JATS4R is "JATS for Reuse"
A group of publishers and others formed to describe "Best Practices" for tagging articles in JATS.
So: What is JATS?
JATS is NISO Z39.96-2012 Journal Article Tag Suite
It defines a suite of XML elements and attributes that describe the content and metadata of journal articles including research and non-research articles.
It was developed from the NLM DTDs, which were released in 2003
... and has become the standard for tagging journal content.
The NLM/JATS article models were developed for archiving, so they are more descriptive than prescriptive.
This makes it easier for anyone trying to convert articles from many different models into one model
A wide target is easier to hit.
It also made it easier for anyone publishing original content in NLM/JATS.
Fewer rules mean you can do what you want.
Reuse
Large sets of documents all tagged in JATS are not tagged consistently enough for easy reuse of the XML.
In 2012, an automated software tool—the Open Access Media Importer (OAMI) started using the articles in the PMC Open Access Subset to find audio and video objects that could be loaded to Wikimedia Commons for use on Wikipedia and elsewhere.
The OAMI used several JATS elements and attributes including those for licensing, keywords and media types. This use revealed inconsistencies in the XML available from PMC.
Although JATS is a standard and PMC performs some standardization of the submitted XML during ingest, JATS has had to allow for the fine nuances of publishing and the varying requirements of different types of content and different publishers.
So, publishers use JATS inconsistently, which leads to problems when reusing the content.
Contained in: <article-meta> section of the <front> matter.
<permissions> <copyright-statement> Uosaki et al. This is an open-access article distributed under the terms of the Creative Commons Attribution License, which permits unrestricted use, distribution, and reproduction in any medium, provided the original author and source are credited. </copyright-statement> <copyright-year>2011</copyright-year> </permissions>
In June 2014, a group of publishers and aggregators met to discuss JATS reusability issues and formed as "JATS for Reuse".
They decided to publish best tagging practices recommendations to improve the reusability of JATS-tagged article content.
But tagging rules do no one any good without a way to check if they have been met.
We wrote the tests in Schematron.
And wanted to make a public tool for testing articles.
http://jats4r.org/validator/
When run against an instance document, the tool
Saxon-CE uses the browser’s native XML parser, which, for most browsers, does not read the DTD specified in the DOCTYPE declaration - which is bad if named character entities are used.
So, a separate tool was required to parse the documents using the DTD, and resolve those named entity references with their corresponding replacement text. To accomplish this, we have incorporated a JavaScript port of xmllint.
GitHub project xml.js is a port of libxml, including xmllint, to JavaScript, using emscripten.

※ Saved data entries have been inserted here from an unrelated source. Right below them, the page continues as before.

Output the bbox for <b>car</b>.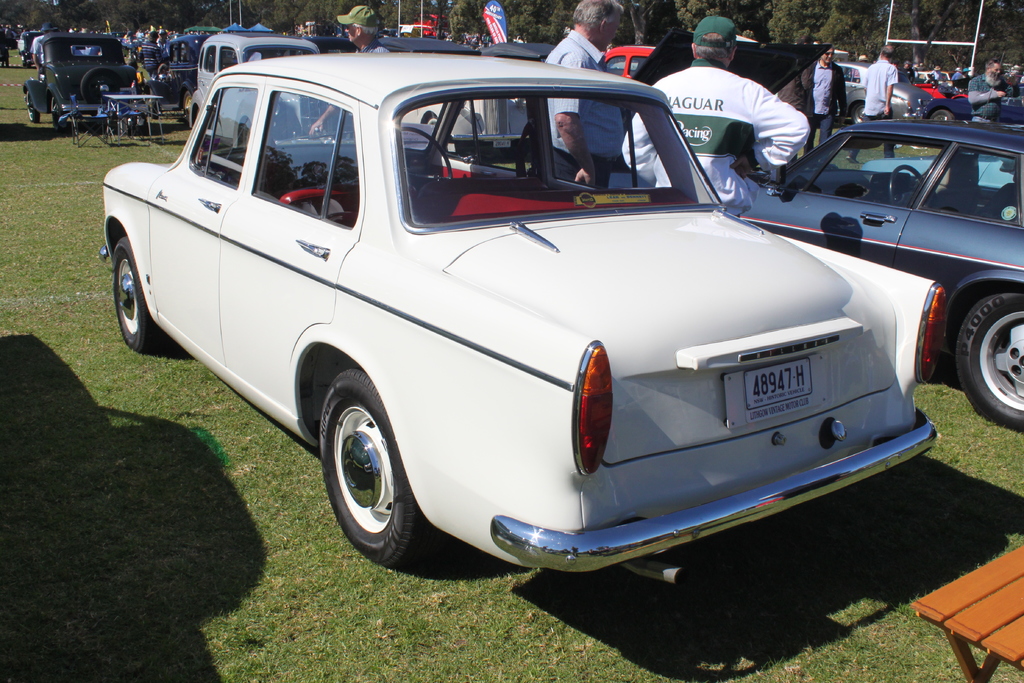
x1=193, y1=24, x2=349, y2=135.
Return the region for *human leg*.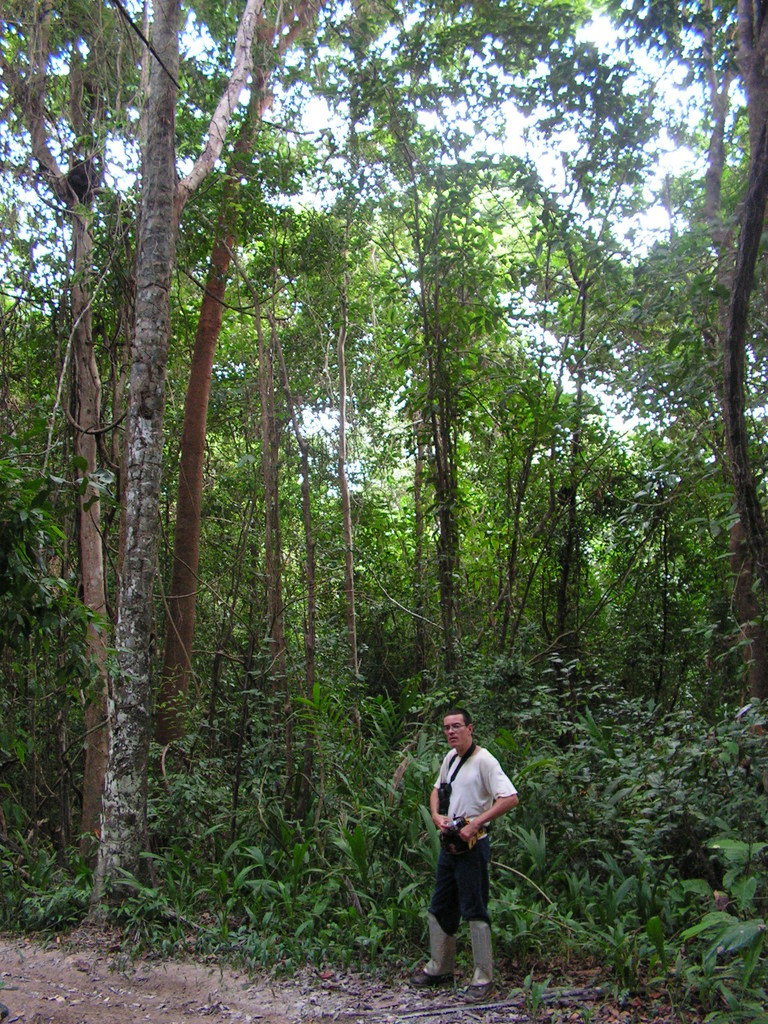
412 833 455 987.
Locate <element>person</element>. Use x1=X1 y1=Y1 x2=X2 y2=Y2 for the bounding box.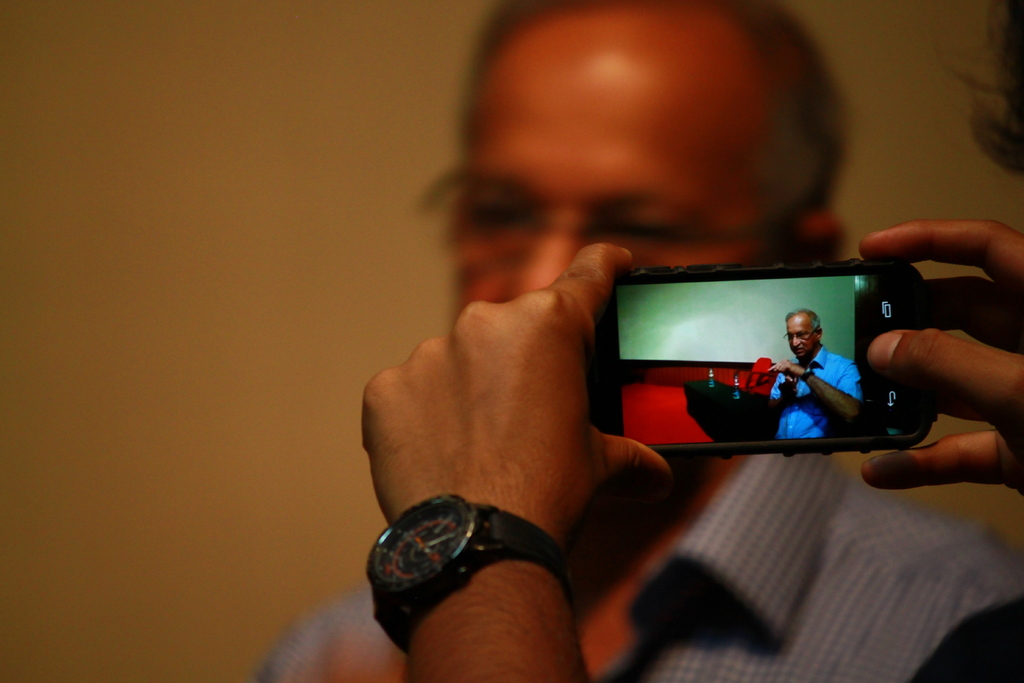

Emscripten is a free tool for compiling C and C++ into optimized JavaScript code.
The following code invokes xmllint to parse and validate the instance document:
var args = ['--loaddtd', '--valid', '--noent', 'dummy.xml']; var files = [ { path: 'dummy.xml', data: contents }, { path: dtd_filename, data: dtd_contents } ]; result = xmltool(args, files);
Note that the DTD is passed into the function via the `dtd_filename` argument.
The JavaScript implementation of xmllint uses the SYSTEM identifier, and validator ensures that the "dtd_filename" variable matches that SYSTEM identifier.
Before the XML is parsed, the validator uses a regular expression to check for the presence of a DOCTYPE and extracts the PUBLIC and SYSTEM identifiers.
It uses the PUBLIC identifier to determine which specific NLM or JATS DTD to use to parse the file (there are currently 62 variants) and records the SYSTEM identifier as "dtd_filename" and passes it into xmllint, which dereferences that name to get the DTD contents.
As described above, the JATS4R recommendations are encoded in Schematron. The recommendations are broken down in two ways:
The Schematron rules for each of the combinations of level and topic are encapsulated in their own files.
There are two "master" Schematron files which break down the tests in two different ways:
Because Saxon-CE is an XSL processor and not a Schematron processor, we convert the Schematrons to XSLT2 files using the conversion available from http://schematron.com.
The validator has a selector for reporting level: errors, warnings, or info.
Topic-specific validation using the client-side validator is not available at this time, but could be added easily if there is a demand for it.
The validator runs the instance document through the appropriate XSLT, which generates a report in Schematron Validation Report Language XML (SVRL).
The validator code invokes Saxon, passing the URL of the appropriate XSLT file. The results, in SVRL format, are converted into an HTML report using a separate XSLT transformation.
This is then inserted by Saxon CE into the HTML DOM, and thus presented to the user.
The Problem
Schematron outputs locations of problems in XPath format, not very user friendly.
/article[1]/front[1]/article-meta[1]/permissions[1]/license[1]
How do we show the exact location in the input file?